OECD Tourism Trends and Policies is an international reference and biennial benchmark to support countries in driving sustainable and competitive tourism growth. The publication brings together internationally comparable data on tourism and highlights good practices and key policy and governance reforms. It also includes several topical and thematic chapters, and country-specific policy and statistical profiles for 53 OECD and partner countries.
The tourism sector has navigated and proven resilient to several shocks in recent years including the pandemic, natural disasters, economic pressures and rising geopolitical tensions, and stands at record levels in many OECD countries. The 2026 edition of OECD Tourism Trends and Policies comes as the sector’s resilience is again being tested by uncertainty and the conflict in the Middle East, which has disrupted global travel flows and pushed up transport and other costs. While the recent signing of the Islamabad Memorandum of Understanding is expected to help restore confidence, the situation remains fragile and travel patterns, at least in the near-term, may continue to be shaped by considerations around safety, potential disruptions, and affordability. These dynamics present challenges for businesses and destinations more broadly, but also potential opportunities as demand adjusts and reconfigures. At the same time, powerful technological, demographic and environmental trends continue to reshape how tourism is developed, managed and experienced.
These structural and contemporaneous dynamics underscore the need for flexible, co-ordinated and whole-of-government approaches, working with businesses and destinations, that reflect tourism’s strategic and cross-cutting nature and help reinforce the sector’s resilience, by improving its ability to anticipate and adapt to uncertainty. They also underscore the importance of more strategic approaches that seek to balance economic, social and environmental outcomes while strengthening competitiveness and resilience, which many governments are adopting. This is a core thread in this edition of OECD Tourism Trends and Policies, which includes dedicated chapters on enhancing the social benefits of tourism and the sector’s capacity to adapt to increasingly frequent and severe extreme weather-related events, while strengthening resilience and maintaining competitiveness. The report also highlights how governments and destinations are shifting toward more strategic, data-driven tourism management approaches, supported by renewed national tourism strategies, evolving governance arrangements, greater use of digital tools, and closer co-ordination across policy domains and levels of government to deliver on those goals.
This flagship publication was produced by the Centre for Entrepreneurship, SMEs, Regions and Cities (CFE) of the OECD, with co-financing from the European Union. The OECD Tourism Committee approved Chapter 1 on 17 June 2026, Chapter 2 on 27 May 2026, Chapters 3 and 4 on 3 April 2026, and the Country Profiles on 27 May 2026.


DIRECTIONS
Gather, from the data below, each line in which the word "Sofortkarte" occurs.

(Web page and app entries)
--- --- ---
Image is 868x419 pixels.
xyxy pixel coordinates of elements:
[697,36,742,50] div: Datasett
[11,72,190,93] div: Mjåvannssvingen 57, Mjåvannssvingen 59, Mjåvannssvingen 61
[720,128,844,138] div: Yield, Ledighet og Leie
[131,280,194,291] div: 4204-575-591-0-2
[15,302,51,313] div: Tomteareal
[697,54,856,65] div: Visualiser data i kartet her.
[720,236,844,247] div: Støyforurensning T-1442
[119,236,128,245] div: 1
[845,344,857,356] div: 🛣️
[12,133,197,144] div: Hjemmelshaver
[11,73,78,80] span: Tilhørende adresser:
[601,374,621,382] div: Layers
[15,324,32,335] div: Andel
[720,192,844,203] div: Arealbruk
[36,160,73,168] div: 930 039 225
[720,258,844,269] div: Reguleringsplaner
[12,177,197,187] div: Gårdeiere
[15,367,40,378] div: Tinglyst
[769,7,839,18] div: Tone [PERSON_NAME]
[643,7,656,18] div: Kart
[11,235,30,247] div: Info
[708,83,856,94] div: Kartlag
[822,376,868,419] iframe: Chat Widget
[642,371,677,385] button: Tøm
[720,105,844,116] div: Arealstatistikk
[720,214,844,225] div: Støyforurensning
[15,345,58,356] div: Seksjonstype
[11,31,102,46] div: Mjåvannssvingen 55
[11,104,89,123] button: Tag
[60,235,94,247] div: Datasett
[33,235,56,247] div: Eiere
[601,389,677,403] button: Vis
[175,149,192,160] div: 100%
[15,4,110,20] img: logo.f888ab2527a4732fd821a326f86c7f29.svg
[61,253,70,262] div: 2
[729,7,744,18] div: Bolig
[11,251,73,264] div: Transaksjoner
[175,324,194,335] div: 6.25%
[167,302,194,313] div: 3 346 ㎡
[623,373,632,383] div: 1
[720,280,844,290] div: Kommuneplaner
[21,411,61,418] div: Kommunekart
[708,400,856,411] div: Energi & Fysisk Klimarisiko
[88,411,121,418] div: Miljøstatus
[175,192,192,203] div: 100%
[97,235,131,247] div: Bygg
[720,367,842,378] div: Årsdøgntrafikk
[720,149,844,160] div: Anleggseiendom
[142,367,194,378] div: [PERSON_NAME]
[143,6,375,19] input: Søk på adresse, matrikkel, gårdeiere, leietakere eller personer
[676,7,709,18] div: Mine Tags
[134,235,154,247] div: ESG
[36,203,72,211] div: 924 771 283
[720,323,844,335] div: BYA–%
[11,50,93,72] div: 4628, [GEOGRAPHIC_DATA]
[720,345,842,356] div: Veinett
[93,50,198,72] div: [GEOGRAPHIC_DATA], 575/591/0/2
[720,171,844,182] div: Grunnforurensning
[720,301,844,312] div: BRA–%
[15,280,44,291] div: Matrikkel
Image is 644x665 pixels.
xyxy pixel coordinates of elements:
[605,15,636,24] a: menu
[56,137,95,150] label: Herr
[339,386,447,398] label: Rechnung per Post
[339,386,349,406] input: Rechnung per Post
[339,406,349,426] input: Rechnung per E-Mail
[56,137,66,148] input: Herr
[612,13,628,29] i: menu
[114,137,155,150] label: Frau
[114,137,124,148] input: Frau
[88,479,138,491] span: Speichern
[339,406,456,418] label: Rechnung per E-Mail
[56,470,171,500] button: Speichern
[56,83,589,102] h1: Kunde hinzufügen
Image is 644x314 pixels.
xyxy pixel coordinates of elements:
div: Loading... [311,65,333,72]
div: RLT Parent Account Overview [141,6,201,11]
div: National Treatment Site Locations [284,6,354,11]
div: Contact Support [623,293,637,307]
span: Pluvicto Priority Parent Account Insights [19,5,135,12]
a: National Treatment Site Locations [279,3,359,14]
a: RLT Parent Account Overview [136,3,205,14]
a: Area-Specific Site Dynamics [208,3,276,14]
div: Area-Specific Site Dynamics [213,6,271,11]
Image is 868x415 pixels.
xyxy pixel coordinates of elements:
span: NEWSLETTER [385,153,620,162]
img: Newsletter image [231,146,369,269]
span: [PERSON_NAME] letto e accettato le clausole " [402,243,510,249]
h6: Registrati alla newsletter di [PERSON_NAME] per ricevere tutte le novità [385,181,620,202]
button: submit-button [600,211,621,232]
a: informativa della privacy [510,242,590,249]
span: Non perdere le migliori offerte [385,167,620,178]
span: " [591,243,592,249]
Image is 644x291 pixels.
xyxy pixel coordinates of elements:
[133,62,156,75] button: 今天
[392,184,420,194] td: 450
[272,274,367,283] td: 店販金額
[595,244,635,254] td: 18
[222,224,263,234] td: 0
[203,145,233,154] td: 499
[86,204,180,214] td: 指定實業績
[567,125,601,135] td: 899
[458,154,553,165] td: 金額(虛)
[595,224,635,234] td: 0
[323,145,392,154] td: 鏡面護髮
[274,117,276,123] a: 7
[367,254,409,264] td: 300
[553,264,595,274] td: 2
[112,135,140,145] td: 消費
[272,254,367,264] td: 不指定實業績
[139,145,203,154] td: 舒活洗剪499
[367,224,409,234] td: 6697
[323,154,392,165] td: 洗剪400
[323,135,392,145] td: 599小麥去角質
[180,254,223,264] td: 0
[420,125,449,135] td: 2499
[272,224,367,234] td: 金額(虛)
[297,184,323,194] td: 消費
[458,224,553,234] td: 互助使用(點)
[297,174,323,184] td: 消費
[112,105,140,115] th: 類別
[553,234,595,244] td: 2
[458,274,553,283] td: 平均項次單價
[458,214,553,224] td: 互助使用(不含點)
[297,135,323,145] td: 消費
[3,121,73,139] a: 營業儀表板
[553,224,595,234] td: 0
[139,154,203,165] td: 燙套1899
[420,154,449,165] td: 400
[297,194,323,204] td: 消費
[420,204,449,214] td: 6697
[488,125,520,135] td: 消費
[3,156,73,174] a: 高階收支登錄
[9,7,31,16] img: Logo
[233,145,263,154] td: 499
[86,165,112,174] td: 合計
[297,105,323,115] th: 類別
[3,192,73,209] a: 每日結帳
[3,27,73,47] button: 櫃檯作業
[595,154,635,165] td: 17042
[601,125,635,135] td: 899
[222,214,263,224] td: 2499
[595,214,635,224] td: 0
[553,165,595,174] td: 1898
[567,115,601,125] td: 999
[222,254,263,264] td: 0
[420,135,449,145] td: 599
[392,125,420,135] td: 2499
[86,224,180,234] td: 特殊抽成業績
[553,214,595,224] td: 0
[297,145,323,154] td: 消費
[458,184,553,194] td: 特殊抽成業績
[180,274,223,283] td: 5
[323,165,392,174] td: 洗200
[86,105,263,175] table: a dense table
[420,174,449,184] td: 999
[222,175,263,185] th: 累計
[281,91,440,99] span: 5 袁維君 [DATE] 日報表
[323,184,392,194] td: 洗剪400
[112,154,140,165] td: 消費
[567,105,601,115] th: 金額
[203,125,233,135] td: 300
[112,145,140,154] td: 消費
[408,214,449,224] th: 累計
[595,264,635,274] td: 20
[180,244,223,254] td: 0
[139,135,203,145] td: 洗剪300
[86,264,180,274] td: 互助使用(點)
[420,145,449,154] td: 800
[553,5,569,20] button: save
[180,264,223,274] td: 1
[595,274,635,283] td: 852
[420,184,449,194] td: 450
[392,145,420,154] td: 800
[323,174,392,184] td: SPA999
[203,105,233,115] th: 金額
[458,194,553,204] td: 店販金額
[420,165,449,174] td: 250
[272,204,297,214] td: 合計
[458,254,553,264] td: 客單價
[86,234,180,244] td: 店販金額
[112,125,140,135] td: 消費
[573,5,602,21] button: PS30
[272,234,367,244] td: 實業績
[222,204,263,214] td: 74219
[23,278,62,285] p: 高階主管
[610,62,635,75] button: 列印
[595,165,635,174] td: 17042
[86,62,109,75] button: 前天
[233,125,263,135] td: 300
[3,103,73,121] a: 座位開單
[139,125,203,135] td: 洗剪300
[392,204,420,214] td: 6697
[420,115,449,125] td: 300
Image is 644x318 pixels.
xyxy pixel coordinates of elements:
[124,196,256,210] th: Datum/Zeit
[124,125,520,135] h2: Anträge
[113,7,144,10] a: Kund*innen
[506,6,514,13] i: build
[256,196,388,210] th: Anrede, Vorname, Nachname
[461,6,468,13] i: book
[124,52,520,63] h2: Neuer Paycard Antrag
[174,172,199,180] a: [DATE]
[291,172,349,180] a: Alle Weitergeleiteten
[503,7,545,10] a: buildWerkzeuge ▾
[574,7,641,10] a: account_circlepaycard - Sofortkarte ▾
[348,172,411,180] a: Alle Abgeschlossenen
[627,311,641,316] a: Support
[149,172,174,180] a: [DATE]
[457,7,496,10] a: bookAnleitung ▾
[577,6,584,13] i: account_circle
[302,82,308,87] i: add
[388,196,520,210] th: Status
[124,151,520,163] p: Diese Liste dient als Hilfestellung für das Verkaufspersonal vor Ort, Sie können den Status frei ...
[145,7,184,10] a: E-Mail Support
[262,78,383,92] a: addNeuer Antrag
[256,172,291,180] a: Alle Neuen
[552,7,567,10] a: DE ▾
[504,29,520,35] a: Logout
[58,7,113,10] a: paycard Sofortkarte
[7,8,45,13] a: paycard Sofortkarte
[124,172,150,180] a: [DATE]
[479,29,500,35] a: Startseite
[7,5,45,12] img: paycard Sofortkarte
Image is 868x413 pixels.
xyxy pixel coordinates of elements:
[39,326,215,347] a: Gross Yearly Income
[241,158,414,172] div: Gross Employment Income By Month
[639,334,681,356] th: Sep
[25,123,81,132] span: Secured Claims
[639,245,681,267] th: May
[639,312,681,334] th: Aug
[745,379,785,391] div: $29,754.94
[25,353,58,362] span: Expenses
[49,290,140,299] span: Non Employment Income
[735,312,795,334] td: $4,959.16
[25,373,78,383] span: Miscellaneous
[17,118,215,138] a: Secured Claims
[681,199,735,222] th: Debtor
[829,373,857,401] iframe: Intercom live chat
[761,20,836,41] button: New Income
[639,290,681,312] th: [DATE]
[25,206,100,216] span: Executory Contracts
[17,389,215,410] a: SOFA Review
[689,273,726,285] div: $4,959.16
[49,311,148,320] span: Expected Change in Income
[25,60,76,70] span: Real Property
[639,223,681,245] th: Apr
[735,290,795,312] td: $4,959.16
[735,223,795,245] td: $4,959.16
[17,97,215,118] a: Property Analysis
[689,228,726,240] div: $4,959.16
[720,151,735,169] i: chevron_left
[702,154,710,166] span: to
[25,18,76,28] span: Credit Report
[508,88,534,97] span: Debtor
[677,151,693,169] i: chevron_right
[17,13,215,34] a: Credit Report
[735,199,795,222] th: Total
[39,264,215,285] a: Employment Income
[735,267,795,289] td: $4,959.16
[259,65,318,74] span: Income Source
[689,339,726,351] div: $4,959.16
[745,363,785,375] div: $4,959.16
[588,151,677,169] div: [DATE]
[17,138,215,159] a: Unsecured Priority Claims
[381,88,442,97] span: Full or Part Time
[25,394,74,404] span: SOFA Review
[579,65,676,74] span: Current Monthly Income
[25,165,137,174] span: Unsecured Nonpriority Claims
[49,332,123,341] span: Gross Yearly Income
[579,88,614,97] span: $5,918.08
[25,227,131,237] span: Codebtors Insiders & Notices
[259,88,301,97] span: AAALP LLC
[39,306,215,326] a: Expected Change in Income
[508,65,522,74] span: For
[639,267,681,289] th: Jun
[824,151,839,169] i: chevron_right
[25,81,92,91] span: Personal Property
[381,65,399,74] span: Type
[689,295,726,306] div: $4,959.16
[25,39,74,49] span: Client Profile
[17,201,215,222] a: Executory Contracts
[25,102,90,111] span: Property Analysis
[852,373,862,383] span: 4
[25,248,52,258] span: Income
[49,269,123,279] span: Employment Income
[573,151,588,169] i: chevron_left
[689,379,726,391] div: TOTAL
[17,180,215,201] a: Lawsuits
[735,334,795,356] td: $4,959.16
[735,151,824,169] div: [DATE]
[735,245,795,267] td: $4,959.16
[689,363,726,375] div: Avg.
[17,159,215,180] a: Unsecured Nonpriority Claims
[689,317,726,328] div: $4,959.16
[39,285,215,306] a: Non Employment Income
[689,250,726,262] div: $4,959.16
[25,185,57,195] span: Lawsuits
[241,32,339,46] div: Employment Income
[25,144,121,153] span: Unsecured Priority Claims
--- --- ---
REPLY TO THE EXERCISE
[574,7,641,10] a: account_circlepaycard - Sofortkarte ▾
[58,7,113,10] a: paycard Sofortkarte
[7,8,45,13] a: paycard Sofortkarte
[7,5,45,12] img: paycard Sofortkarte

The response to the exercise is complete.